LifeTrek Coaching said...

I so enjoyed reading your account of your recent travels. I may have told you that my father and I ran the Athens marathon in 2003, which, as you know, follows the original route. The course was hellish (6 miles flat, 13 up and 6 down), but I highly recommend the experience!

Even more meaningful, however, was your description of Bosnia. William & Mary sends a group of six students to Zenica (central Bosnia) for 4-6 weeks each summer to work with children through an organization called Sezam -- which means "Open Sesame" and symbolizes the opening of a child's heart. Sezam has many of the same aims as the Peace Flame House, apparently.

They were the first NGO in Bosnia after the war and have continued to work to help children and families to deal with the aftermath by running workshops for parents and teachers, and teaching self-esteem and non-violent communication skills to children and teenagers.

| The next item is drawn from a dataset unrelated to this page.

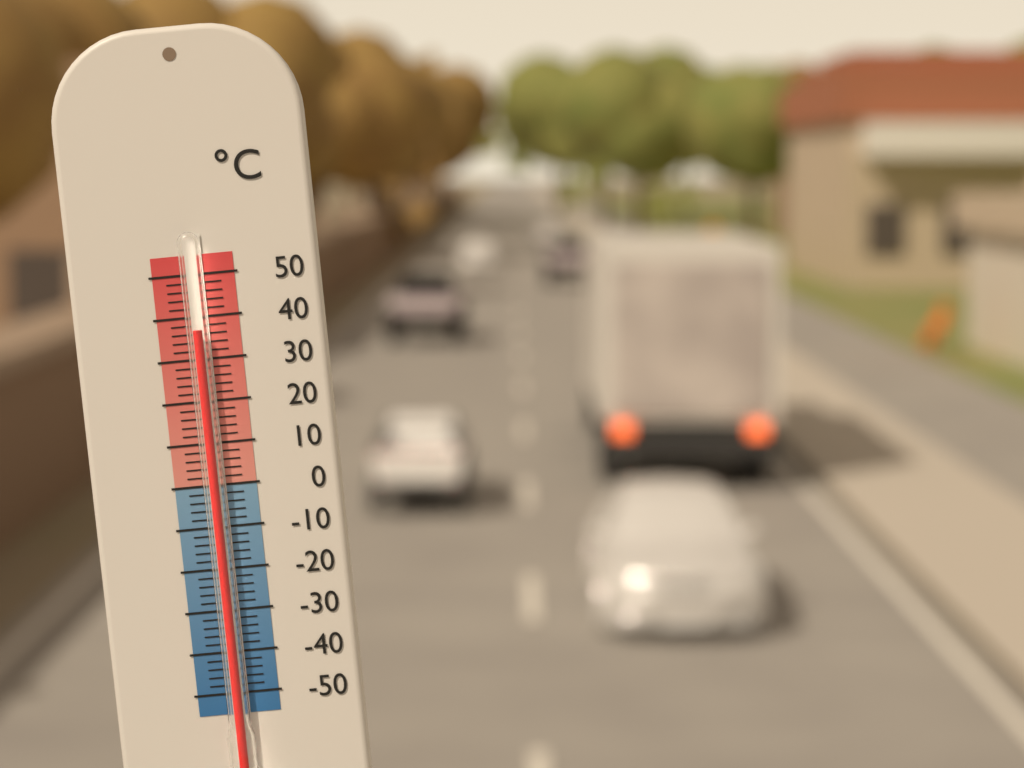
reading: 37 °C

W&M students who go during the summer teach English and support the non-violent communication program, which is also based on the work of Rosenberg and the Center for Nonviolent Communication, I believe.

I had the privilege of coordinating W&M's program for three years when I worked at the Reves Center, and I got to visit for a week while the students were there in the summer of 2001. I spent most of the time in Zenica, but also got to spend a day in Sarajevo, as well as side trips to some of the nearby smaller towns. It was, without a doubt, one of the most powerful experiences I have ever had in my professional and personal life.

Although I am no longer involved in the program in any official capacity, I am so happy that it is still going and continues to evolve after 10 years. I envy this year's group of students, who leave for Bosnia on Tuesday, in fact. They cannot fully grasp what lies ahead of them and I am excited to think of how they may be affected by the experience. (It is fascinating to me to know where some of our Bosnia Project alums have gone in life -- founding their own international non-profit organizations to help struggling communities, working for human rights in Rwanda and Myanmar, some even returning to Bosnia.) I know it broadened my thinking about the world, about war, about Islam, about resilience, about so many things.

Someday, when I am working and can afford international travel again, I want to return to Bosnia, this time with my husband. I hope that many of the reminders of the war that remained in 2001 -- land mine zones, bullet-riddled walls, etc -- will have been repaired by that time, and I hope economic conditions will have improved vastly, but I expect it would still be a stirring experience for him, as well as for me. Thanks for your account of your trip and, by extension, the opportunity to reflect on my own.